4.7 Article

THE BIGGEST EXPLOSIONS IN THE UNIVERSE. II.

Journal

ASTROPHYSICAL JOURNAL
Volume 777, Issue 2, Pages -

Publisher

IOP PUBLISHING LTD
DOI: 10.1088/0004-637X/777/2/99

Keywords

black hole physics; early universe; galaxies: high-redshift; quasars: general; hydrodynamics; radiative transfer; stars: early-type; supernovae: general

Funding

  1. LANL LDRD Director's Fellowships
  2. Baden-Wurttemberg-Stiftung [P-LS-SPII/18]
  3. US DOE Program for Scientific Discovery through Advanced Computing (SciDAC) [DE-FC02-09ER41618]
  4. U.S. Department of Energy [DE-FG02-87ER40328]
  5. Joint Institute for Nuclear Astrophysics (JINA
  6. NSF) [PHY08-22648, PHY110-2511]
  7. ARC Future Fellowship [FT120100363]
  8. Monash University Larkins Fellowship
  9. National Nuclear Security Administration of the U.S. Department of Energy at Los Alamos National Laboratory [DE-AC52-06NA25396]

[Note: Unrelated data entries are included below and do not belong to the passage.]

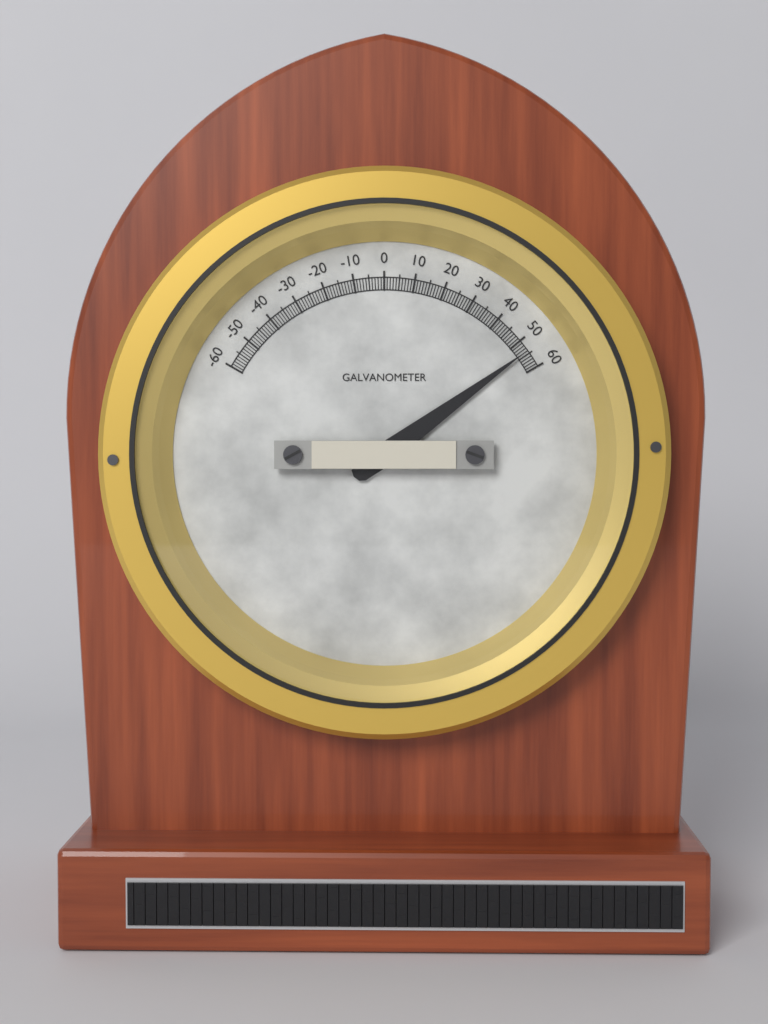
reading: 54 (no unit)
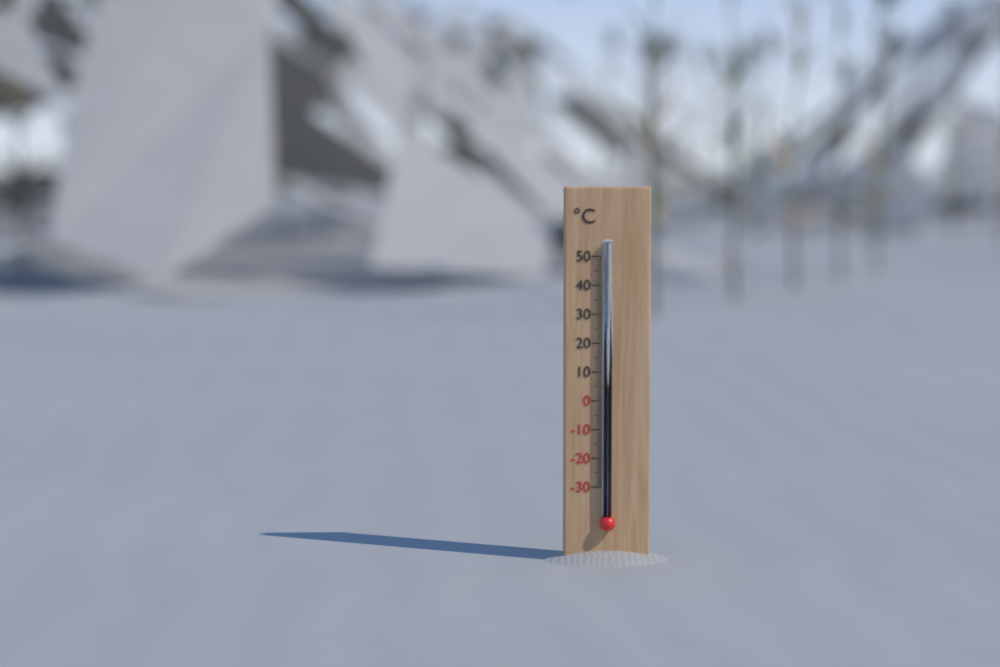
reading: 6 °C
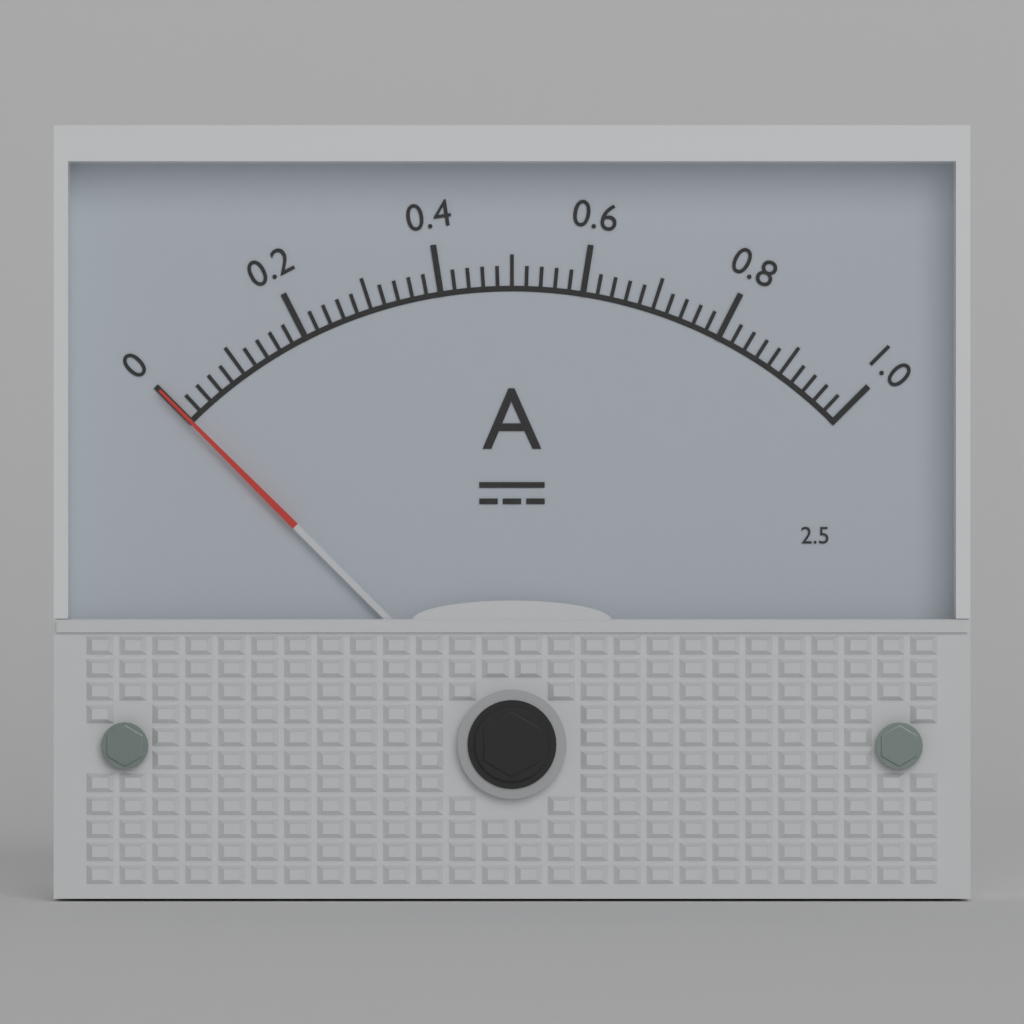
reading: 0.00 A
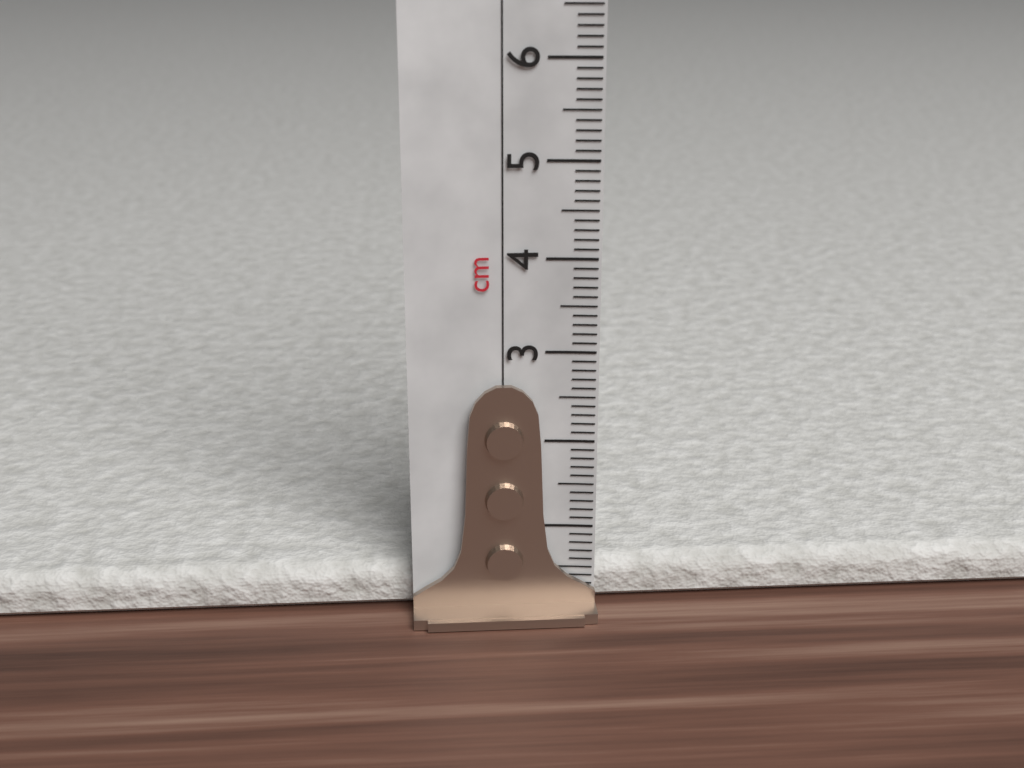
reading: 0.5 cm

Ask authors/readers for more resources

One of the leading contenders for the origin of supermassive black holes (SMBHs) at z greater than or similar to 7 is catastrophic baryon collapse in atomically cooled halos at z similar to 15. In this scenario, a few protogalaxies form in the presence of strong Lyman-Werner UV backgrounds that quench H-2 formation in their constituent halos, preventing them from forming stars or blowing heavy elements into the intergalactic medium prior to formation. At masses of 10(8) M-circle dot and virial temperatures of 10(4) K, gas in these halos rapidly cools by H lines, in some cases forming 10(4)-10(6) M-circle dot Population III stars and, a short time later, the seeds of SMBHs. Instead of collapsing directly to black holes (BHs), some of these stars died in the most energetic thermonuclear explosions in the universe. We have modeled the explosions of such stars in the dense cores of line-cooled protogalaxies in the presence of cosmological flows. In stark contrast to the explosions in diffuse regions in previous simulations, these supernovae briefly engulf the protogalaxy, but then collapse back into its dark matter potential. Fallback drives turbulence that efficiently distributes metals throughout the interior of the halo and fuels the rapid growth of nascent BHs at its center. The accompanying starburst and X-ray emission from these line-cooled galaxies easily distinguish them from more slowly evolving neighbors and might reveal the birthplaces of SMBHs on the sky.